Hard Times has been regarded as a Bildungsroman for the growth of the protagonists, Louisa, Tom and Sissy. These children are brought up under a utilitarian education system which doesn’t regard creativity as highly as academic ability. A system which ‘taught that human nature was motivated by self-interest, and was the duty of the state to, through education and extension of the franchise”. It fails to regard genuine human qualities such as compassion and love which without as demonstrated in the novel represses morals and creativity. “Dickens believed that this system was a failure to children as it changed their mind and morals” as it “robs children of their childhood” as shown in Frauds on the Fairies, (1853) “In a utilitarian age, of all other times, it is a matter of grave importance that fairy tales should be respected." The failure to recognise these genuine characteristics makes the children incapable to be in touch with their emotions and morals. “If we reason that we want happiness for others, not for ourselves, then we ought justly to be suspected of failing to recognize human nature for what it is and of wishing to turn men into machines.” This requires the characters to psychologically grow to repair the damage of their upbringing. “There was an air of jaded sullenness in them both, and particularly in the girl: yet, struggling through the dissatisfaction of her face, there was a light with nothing to rest upon, a fire with nothing to burn, a starved imagination keeping life in itself somehow, which brightened its expression.” Louisa feeling starved of adventure as her upbringing encourages her to believe all actions must be efficient and hold purpose, supressing her natural creativity and leaving her out of touch with her emotions. This suppression later prevents her from forming meaningful loving relationships.
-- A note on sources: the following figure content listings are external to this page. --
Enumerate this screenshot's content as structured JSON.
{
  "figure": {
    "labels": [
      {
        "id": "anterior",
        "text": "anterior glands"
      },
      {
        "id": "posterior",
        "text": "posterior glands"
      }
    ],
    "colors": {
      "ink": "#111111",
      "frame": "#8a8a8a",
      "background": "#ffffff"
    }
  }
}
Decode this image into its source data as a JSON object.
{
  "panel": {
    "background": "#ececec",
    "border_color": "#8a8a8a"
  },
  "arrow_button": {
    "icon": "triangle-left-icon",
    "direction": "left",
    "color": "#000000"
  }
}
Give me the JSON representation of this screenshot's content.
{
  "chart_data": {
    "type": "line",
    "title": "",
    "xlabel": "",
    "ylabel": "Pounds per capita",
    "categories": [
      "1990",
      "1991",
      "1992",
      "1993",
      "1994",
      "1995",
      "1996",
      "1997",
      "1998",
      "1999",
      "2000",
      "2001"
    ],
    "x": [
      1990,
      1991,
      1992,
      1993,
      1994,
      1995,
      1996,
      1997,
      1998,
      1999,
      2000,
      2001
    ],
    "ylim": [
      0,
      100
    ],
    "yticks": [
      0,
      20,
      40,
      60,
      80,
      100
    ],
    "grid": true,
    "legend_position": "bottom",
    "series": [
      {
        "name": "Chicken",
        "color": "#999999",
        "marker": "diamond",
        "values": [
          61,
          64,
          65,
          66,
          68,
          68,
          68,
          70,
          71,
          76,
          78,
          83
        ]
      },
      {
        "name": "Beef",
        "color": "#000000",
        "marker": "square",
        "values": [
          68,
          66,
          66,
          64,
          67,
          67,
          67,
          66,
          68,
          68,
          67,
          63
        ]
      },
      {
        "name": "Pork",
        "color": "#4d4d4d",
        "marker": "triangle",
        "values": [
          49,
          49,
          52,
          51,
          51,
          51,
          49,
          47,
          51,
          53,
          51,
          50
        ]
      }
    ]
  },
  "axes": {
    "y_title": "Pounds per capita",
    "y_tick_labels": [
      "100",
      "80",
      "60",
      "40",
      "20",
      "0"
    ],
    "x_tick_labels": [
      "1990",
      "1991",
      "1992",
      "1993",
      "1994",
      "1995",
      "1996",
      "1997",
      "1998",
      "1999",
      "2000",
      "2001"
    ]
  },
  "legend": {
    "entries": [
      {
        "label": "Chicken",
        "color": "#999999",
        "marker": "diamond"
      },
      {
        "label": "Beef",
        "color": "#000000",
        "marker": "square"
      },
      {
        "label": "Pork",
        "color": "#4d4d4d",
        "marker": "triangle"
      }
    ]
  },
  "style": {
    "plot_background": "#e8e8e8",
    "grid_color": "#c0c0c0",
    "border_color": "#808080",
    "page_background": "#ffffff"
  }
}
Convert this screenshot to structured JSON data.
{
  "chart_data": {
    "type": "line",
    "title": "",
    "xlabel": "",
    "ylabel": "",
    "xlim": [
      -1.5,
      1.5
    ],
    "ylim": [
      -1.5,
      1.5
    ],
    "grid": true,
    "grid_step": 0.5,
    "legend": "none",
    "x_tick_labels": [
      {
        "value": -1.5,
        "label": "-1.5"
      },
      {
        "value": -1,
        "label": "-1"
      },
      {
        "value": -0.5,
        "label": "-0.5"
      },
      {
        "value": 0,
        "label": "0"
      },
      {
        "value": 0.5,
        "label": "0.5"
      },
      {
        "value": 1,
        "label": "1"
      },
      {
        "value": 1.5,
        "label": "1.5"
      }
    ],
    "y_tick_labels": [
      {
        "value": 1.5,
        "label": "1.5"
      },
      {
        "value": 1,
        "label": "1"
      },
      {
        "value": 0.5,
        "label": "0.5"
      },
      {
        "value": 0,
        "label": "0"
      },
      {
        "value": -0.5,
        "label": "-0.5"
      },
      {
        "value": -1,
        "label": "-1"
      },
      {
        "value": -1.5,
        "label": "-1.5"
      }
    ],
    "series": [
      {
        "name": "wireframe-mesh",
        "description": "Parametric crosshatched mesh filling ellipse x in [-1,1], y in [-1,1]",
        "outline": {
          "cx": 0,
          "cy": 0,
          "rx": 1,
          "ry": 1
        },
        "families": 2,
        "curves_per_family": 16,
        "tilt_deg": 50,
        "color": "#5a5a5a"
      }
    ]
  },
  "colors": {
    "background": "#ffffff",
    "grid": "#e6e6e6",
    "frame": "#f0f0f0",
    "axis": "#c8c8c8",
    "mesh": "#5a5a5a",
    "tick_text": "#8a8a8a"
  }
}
Whereas adopted Sissy Jupe who has different upbringing to her siblings, as her father valued her creativity and wonder is able to be in touch with the emotions which her siblings are incapable to naturally producing. SISSY TO LOUISA QUOTE
The juxtaposition between Sissy’s and Louisa’s upbringing presents the two extremes of imbalances as both characters are incapable of the other skill, of fact or fancy. To such an extreme that Mr. Bounderby views people who indulge in fancy as a threat as presented in much of chapter four.
These imbalances make the protagonists psychological development more intriguing to the reader.
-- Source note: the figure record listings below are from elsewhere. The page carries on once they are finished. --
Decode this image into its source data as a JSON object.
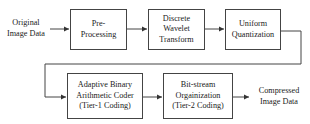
{
  "diagram": {
    "input_label": [
      "Original",
      "Image Data"
    ],
    "output_label": [
      "Compressed",
      "Image Data"
    ],
    "blocks": [
      {
        "id": "preprocessing",
        "lines": [
          "Pre-",
          "Processing"
        ]
      },
      {
        "id": "dwt",
        "lines": [
          "Discrete",
          "Wavelet",
          "Transform"
        ]
      },
      {
        "id": "quantization",
        "lines": [
          "Uniform",
          "Quantization"
        ]
      },
      {
        "id": "tier1",
        "lines": [
          "Adaptive Binary",
          "Arithmetic Coder",
          "(Tier-1 Coding)"
        ]
      },
      {
        "id": "tier2",
        "lines": [
          "Bit-stream",
          "Orgainization",
          "(Tier-2 Coding)"
        ]
      }
    ],
    "flow": [
      "input",
      "preprocessing",
      "dwt",
      "quantization",
      "tier1",
      "tier2",
      "output"
    ],
    "colors": {
      "stroke": "#444444",
      "text": "#222222",
      "background": "#ffffff"
    }
  }
}
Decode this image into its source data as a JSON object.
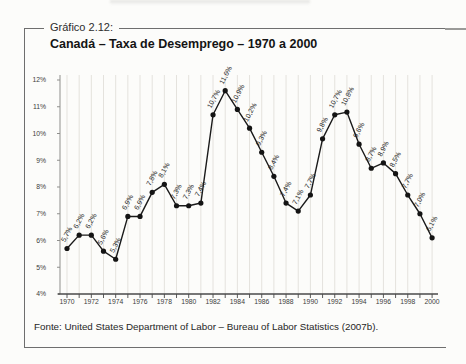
{
  "figure": {
    "label": "Gráfico 2.12:",
    "title": "Canadá – Taxa de Desemprego – 1970 a 2000",
    "source": "Fonte: United States Department of Labor – Bureau of Labor Statistics (2007b)."
  },
  "chart_data": {
    "type": "line",
    "title": "Canadá – Taxa de Desemprego – 1970 a 2000",
    "x": [
      1970,
      1971,
      1972,
      1973,
      1974,
      1975,
      1976,
      1977,
      1978,
      1979,
      1980,
      1981,
      1982,
      1983,
      1984,
      1985,
      1986,
      1987,
      1988,
      1989,
      1990,
      1991,
      1992,
      1993,
      1994,
      1995,
      1996,
      1997,
      1998,
      1999,
      2000
    ],
    "values": [
      5.7,
      6.2,
      6.2,
      5.6,
      5.3,
      6.9,
      6.9,
      7.8,
      8.1,
      7.3,
      7.3,
      7.4,
      10.7,
      11.6,
      10.9,
      10.2,
      9.3,
      8.4,
      7.4,
      7.1,
      7.7,
      9.8,
      10.7,
      10.8,
      9.6,
      8.7,
      8.9,
      8.5,
      7.7,
      7.0,
      6.1
    ],
    "point_labels": [
      "5,7%",
      "6,2%",
      "6,2%",
      "5,6%",
      "5,3%",
      "6,9%",
      "6,9%",
      "7,8%",
      "8,1%",
      "7,3%",
      "7,3%",
      "7,4%",
      "10,7%",
      "11,6%",
      "10,9%",
      "10,2%",
      "9,3%",
      "8,4%",
      "7,4%",
      "7,1%",
      "7,7%",
      "9,8%",
      "10,7%",
      "10,8%",
      "9,6%",
      "8,7%",
      "8,9%",
      "8,5%",
      "7,7%",
      "7,0%",
      "6,1%"
    ],
    "ylim": [
      4,
      12
    ],
    "ytick_step": 1,
    "ytick_labels": [
      "4%",
      "5%",
      "6%",
      "7%",
      "8%",
      "9%",
      "10%",
      "11%",
      "12%"
    ],
    "xtick_labels": [
      "1970",
      "1972",
      "1974",
      "1976",
      "1978",
      "1980",
      "1982",
      "1984",
      "1986",
      "1988",
      "1990",
      "1992",
      "1994",
      "1996",
      "1998",
      "2000"
    ],
    "grid": "vertical",
    "legend": "none",
    "line_color": "#1a1a1a",
    "marker": "filled-circle",
    "grid_color": "#e4e2dd",
    "axis_color": "#4a4a4a"
  }
}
2. BOTH HAVE: diverse family upbringing, Dysfunctional family life, lack of adequate parents, special sibling relationships
Both books have the theme of a dysfunctional family life which results in a diverse upbringing. The parents in Atonement are presented as being absent and inadequate from the readers understanding from young Briony’s metanarrative. Her mother who is presented as absent as she suffers from migraines and subsequently shuts herself up in her room. Her father as a part of the Civil Service he is absent due to his work, pre-world War was time consuming, leaving Briony and her sister to be emotionally feral in their large country home. The absence of her parents results in a different family dynamic resulting in the siblings being more reliant on the support of each-other. Briony to Leon and Louisa and Tom. To compensate for the lack of control in her life Briony develops a compulsive nature and a reliance on order.